The Swan Zone at the Fosterville gold mine in Australia helped to take Kirkland Lake Gold from a $2 billion dollar market cap at the time of the merger in 2017 to a high of $18 billion. The Swan Zone was deep, expensive to mine and only had just over three million ounces of gold. The Keats/Lotto Zones at Queensway are much closer to the surface, similar grades to that of Fosterville and a lot more gold than the Swan Zone. If you don’t own any shares of NFG you are going to be at the airport when your ship sails in.
With all these stocks that are now the low hanging fruit, you need to be looking for those who have been hammered the most.
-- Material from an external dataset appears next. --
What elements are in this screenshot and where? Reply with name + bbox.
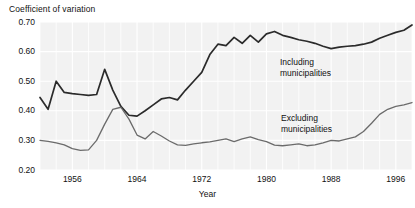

An almost identical story to that of New Found Gold and on the same mineralized trend is that of Labrador Gold (TSXV:LAB). Lab Gold is in the midst of drilling a 10,000 meter drill program at their 100% owned Kingsway project immediately northeast of New Found Gold. Lab Gold has four drill rigs turning and is generating the same sort of high-grade intercepts as that of New Found Gold.
Labrador Gold was as low as $.30 in March of this year before assay results started flowing showing that they are on the same structure as New Found Gold. The shares shot higher with each release until they hit a high of $1.85 in June.
I started selling some of my shares that I bought in the last year and some I had bought years ago for about a dime. If you are trying to prove just how smart you are, go ahead and marry good stocks with high potential. You can watch them go up and down like a bride’s nighty and you don’t make anything. If on the other hand you buy stocks to make money, you have to learn how to trade them in and out. You will have that opportunity every year. LAB has had a five hundred percent range in the last six months. If you can’t make a profit on a stock with that sort of range, you are going about it in the wrong way.
Trade the damn stocks like baseball cards. They are like lottery tickets. To profit you have to buy low and sell high, unlike the weak hands that want to buy high and sell low.
I make the perfectly valid point in my books that if nothing else has changed on a stock that you have fallen in love with except the price, when it tumbles, instead of seeing it as a problem, treat it as an opportunity and buy more. Lab Gold is a screaming good deal after a 60% drop in three months.
Sokoman Resources (TSXV:SIC) is located in Newfoundland but west of where Lab Gold and New Found Gold are drilling. They had really great drill results for years but weren’t doing a great job of telling their story and as a result got little respect from the market. They talked to me in March. I was as direct with them as I am with everyone else I deal with. If you don’t tell your story, you don’t have a story.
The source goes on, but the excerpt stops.